From playing first base to starting in the Super Bowl, Tristan Wirfs on quite a journey
Mount Vernon native has come along way since I first saw him in 2013
By Pat Harty
IOWA CITY, Iowa – Tristan Wirfs has come an incredibly long way since I first saw him on a hot summer day in 2013.
It was the summer before Wirfs’ freshman year of high school and he was playing first base for the Mount Vernon varsity baseball team.
Needless to say, I was amazed by his size and agility and remember thinking, ‘wow, this kid could be special.’
I was told that football was his best and favorite sport, and that he had enormous potential as an offensive lineman.
Fair to say that assessment was spot on.
Because the big kid who started at first base that summer day also started at right tackle in the Super Bowl for the Tampa Bay Buccaneers on Sunday.
Wirfs was part of an offensive line that protected legendary quarterback Tom Brady, and that carved out big running lanes for the ground attack during a 31-9 victory over the Kansas City Chiefs.
I isolated on the 6-foot-5, 320-pound Wirfs multiple times in Sunday’s game, and he more than held his own as a run and pass blocker.
And sometimes, he was dominant.
It probably is no coincidence that Tampa Bay often ran to its right behind Wirfs in the Super Bowl.
Wirfs showed since the beginning of training camp that he deserved to be a first-round pick, and that he was ready to start in the NFL at the age of just 21.
I’m hardly an authority on NFL offensive linemen, but it also doesn’t take a rocket scientist to see that Wirfs is a force in the trenches.
He reportedly only allowed one sack in 799 pass-blocking snaps this season.
That signifies consistent dominance.
Tampa Bay might have gotten away with a steal by selecting Wirfs as the 13th pick overall because there were three offensive tackles taken before him in the first round, but none performed better than Wirfs did on a game-by-game basis.
Wirfs knew that he was helping to protect arguably the greatest quarterback in history, and he blocked like it, especially in the Super Bowl.
I’m not saying Wirfs is the second coming of Orlando Pace, but I do see similarities, namely their rare combination of size, agility and strength.
Pace twice was recognized as a unanimous first-team All-American at Ohio State, and was selected first overall in the 1997 NFL Draft by the St. Louis Rams.
Pace played 13 seasons in the NFL and was a seven-time Pro Bowl selection and made first-team All-Pro in 1999, 2001 and 2003.
He was inducted into to the College Hall of Fame in 2013 and the Pro Football Hall of fame in 2016.
So yes, it would be very premature to compare Wirfs with Pace at this point.
But Wirfs’ future looks so bright and that’s exciting because he’s a former Hawkeye, and his success in some ways is Iowa’s success.
Wirfs was among four former Iowa players who participated in the Super Bowl on Sunday. Anthony Nelson plays defensive end for the Buccaneers, while Anthony Hitchens and Ben Niemann both play linebacker for the Chiefs.
Regardless of the outcome on Sunday, two former Iowa players would leave the field as Super Bowl champions.
Wirfs was ranked as a four-star recruit by Rivals, but his recruitment never really took off because he committed to Iowa shortly after the end of his junior football season in Dec. 2015.
Like so many kids who grow up in Iowa, especially just up the road in Mount Vernon, Wirfs wanted to be a Hawkeye.
So he figured why wait?
He didn’t need the recruiting adulation, or the attention.
Wirfs knew exactly what he wanted, and he knew that Iowa was the best place for him.
And now barely five years after committing to Iowa, Wirfs is a Super Bowl champion, and maybe, just maybe, the next Orlando Pace.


> _PROMPT_
Restate, word for word, each entry that follows, but skip its pictures.

> _RECORDS FOR THE EXERCISE_
☆ ☆ ☆

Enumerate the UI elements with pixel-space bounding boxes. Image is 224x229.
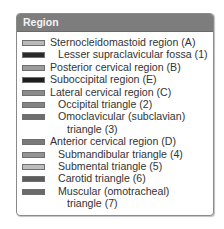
legend-item-label: Muscular (omotracheal) triangle (7) bbox=[58, 185, 169, 210]
color-swatch-icon bbox=[22, 90, 45, 96]
legend-item-submandibular-triangle: Submandibular triangle (4) bbox=[17, 148, 213, 160]
legend-item-label-line2: triangle (7) bbox=[58, 197, 169, 209]
color-swatch-icon bbox=[22, 164, 45, 170]
color-swatch-icon bbox=[22, 40, 45, 46]
legend-item-label: Carotid triangle (6) bbox=[58, 172, 146, 184]
legend-item-label: Submandibular triangle (4) bbox=[58, 148, 183, 160]
legend-item-label-line1: Omoclavicular (subclavian) bbox=[58, 110, 185, 122]
color-swatch-icon bbox=[22, 114, 45, 120]
legend-item-label: Anterior cervical region (D) bbox=[50, 135, 176, 147]
legend-item-label: Lesser supraclavicular fossa (1) bbox=[58, 48, 208, 60]
legend-item-label-line2: triangle (3) bbox=[58, 123, 185, 135]
color-swatch-icon bbox=[22, 102, 45, 108]
color-swatch-icon bbox=[22, 189, 45, 195]
legend-item-lesser-supraclavicular-fossa: Lesser supraclavicular fossa (1) bbox=[17, 48, 213, 60]
legend-item-label: Lateral cervical region (C) bbox=[50, 86, 171, 98]
legend-title: Region bbox=[17, 14, 213, 32]
legend-item-muscular-triangle: Muscular (omotracheal) triangle (7) bbox=[17, 185, 213, 210]
color-swatch-icon bbox=[22, 52, 45, 58]
legend-item-lateral-cervical-region: Lateral cervical region (C) bbox=[17, 86, 213, 98]
legend-item-label: Submental triangle (5) bbox=[58, 160, 162, 172]
legend-items: Sternocleidomastoid region (A) Lesser su… bbox=[17, 32, 213, 210]
color-swatch-icon bbox=[22, 139, 45, 145]
region-legend: Region Sternocleidomastoid region (A) Le… bbox=[16, 13, 214, 216]
legend-item-label: Posterior cervical region (B) bbox=[50, 61, 181, 73]
legend-item-submental-triangle: Submental triangle (5) bbox=[17, 160, 213, 172]
color-swatch-icon bbox=[22, 152, 45, 158]
legend-item-label: Suboccipital region (E) bbox=[50, 73, 157, 85]
legend-item-omoclavicular-triangle: Omoclavicular (subclavian) triangle (3) bbox=[17, 110, 213, 135]
color-swatch-icon bbox=[22, 77, 45, 83]
legend-item-label: Omoclavicular (subclavian) triangle (3) bbox=[58, 110, 185, 135]
legend-item-label: Occipital triangle (2) bbox=[58, 98, 152, 110]
legend-item-label-line1: Muscular (omotracheal) bbox=[58, 185, 169, 197]
color-swatch-icon bbox=[22, 65, 45, 71]
legend-item-posterior-cervical-region: Posterior cervical region (B) bbox=[17, 61, 213, 73]
legend-item-carotid-triangle: Carotid triangle (6) bbox=[17, 172, 213, 184]
legend-item-label: Sternocleidomastoid region (A) bbox=[50, 36, 195, 48]
legend-item-suboccipital-region: Suboccipital region (E) bbox=[17, 73, 213, 85]
legend-item-occipital-triangle: Occipital triangle (2) bbox=[17, 98, 213, 110]
color-swatch-icon bbox=[22, 176, 45, 182]
legend-item-sternocleidomastoid-region: Sternocleidomastoid region (A) bbox=[17, 36, 213, 48]
legend-item-anterior-cervical-region: Anterior cervical region (D) bbox=[17, 135, 213, 147]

☆ ☆ ☆

> _TASK ANSWER_
Enumerate the UI elements with pixel-space bounding boxes. Image is 224x229.
legend-item-label: Muscular (omotracheal) triangle (7) bbox=[58, 185, 169, 210]
color-swatch-icon bbox=[22, 90, 45, 96]
legend-item-submandibular-triangle: Submandibular triangle (4) bbox=[17, 148, 213, 160]
legend-item-label-line2: triangle (7) bbox=[58, 197, 169, 209]
color-swatch-icon bbox=[22, 164, 45, 170]
color-swatch-icon bbox=[22, 40, 45, 46]
legend-item-label: Carotid triangle (6) bbox=[58, 172, 146, 184]
legend-item-label: Submandibular triangle (4) bbox=[58, 148, 183, 160]
legend-item-label-line1: Omoclavicular (subclavian) bbox=[58, 110, 185, 122]
color-swatch-icon bbox=[22, 114, 45, 120]
legend-item-label: Anterior cervical region (D) bbox=[50, 135, 176, 147]
legend-item-label: Lesser supraclavicular fossa (1) bbox=[58, 48, 208, 60]
legend-item-label-line2: triangle (3) bbox=[58, 123, 185, 135]
color-swatch-icon bbox=[22, 102, 45, 108]
color-swatch-icon bbox=[22, 189, 45, 195]
legend-item-lesser-supraclavicular-fossa: Lesser supraclavicular fossa (1) bbox=[17, 48, 213, 60]
legend-item-label: Lateral cervical region (C) bbox=[50, 86, 171, 98]
legend-title: Region bbox=[17, 14, 213, 32]
legend-item-muscular-triangle: Muscular (omotracheal) triangle (7) bbox=[17, 185, 213, 210]
color-swatch-icon bbox=[22, 52, 45, 58]
legend-item-lateral-cervical-region: Lateral cervical region (C) bbox=[17, 86, 213, 98]
legend-item-label: Submental triangle (5) bbox=[58, 160, 162, 172]
legend-items: Sternocleidomastoid region (A) Lesser su… bbox=[17, 32, 213, 210]
color-swatch-icon bbox=[22, 139, 45, 145]
region-legend: Region Sternocleidomastoid region (A) Le… bbox=[16, 13, 214, 216]
legend-item-label: Posterior cervical region (B) bbox=[50, 61, 181, 73]
legend-item-submental-triangle: Submental triangle (5) bbox=[17, 160, 213, 172]
color-swatch-icon bbox=[22, 152, 45, 158]
legend-item-label: Suboccipital region (E) bbox=[50, 73, 157, 85]
legend-item-omoclavicular-triangle: Omoclavicular (subclavian) triangle (3) bbox=[17, 110, 213, 135]
color-swatch-icon bbox=[22, 77, 45, 83]
legend-item-label: Omoclavicular (subclavian) triangle (3) bbox=[58, 110, 185, 135]
legend-item-label: Occipital triangle (2) bbox=[58, 98, 152, 110]
legend-item-label-line1: Muscular (omotracheal) bbox=[58, 185, 169, 197]
color-swatch-icon bbox=[22, 65, 45, 71]
legend-item-posterior-cervical-region: Posterior cervical region (B) bbox=[17, 61, 213, 73]
legend-item-carotid-triangle: Carotid triangle (6) bbox=[17, 172, 213, 184]
legend-item-label: Sternocleidomastoid region (A) bbox=[50, 36, 195, 48]
legend-item-suboccipital-region: Suboccipital region (E) bbox=[17, 73, 213, 85]
legend-item-occipital-triangle: Occipital triangle (2) bbox=[17, 98, 213, 110]
color-swatch-icon bbox=[22, 176, 45, 182]
legend-item-sternocleidomastoid-region: Sternocleidomastoid region (A) bbox=[17, 36, 213, 48]
legend-item-anterior-cervical-region: Anterior cervical region (D) bbox=[17, 135, 213, 147]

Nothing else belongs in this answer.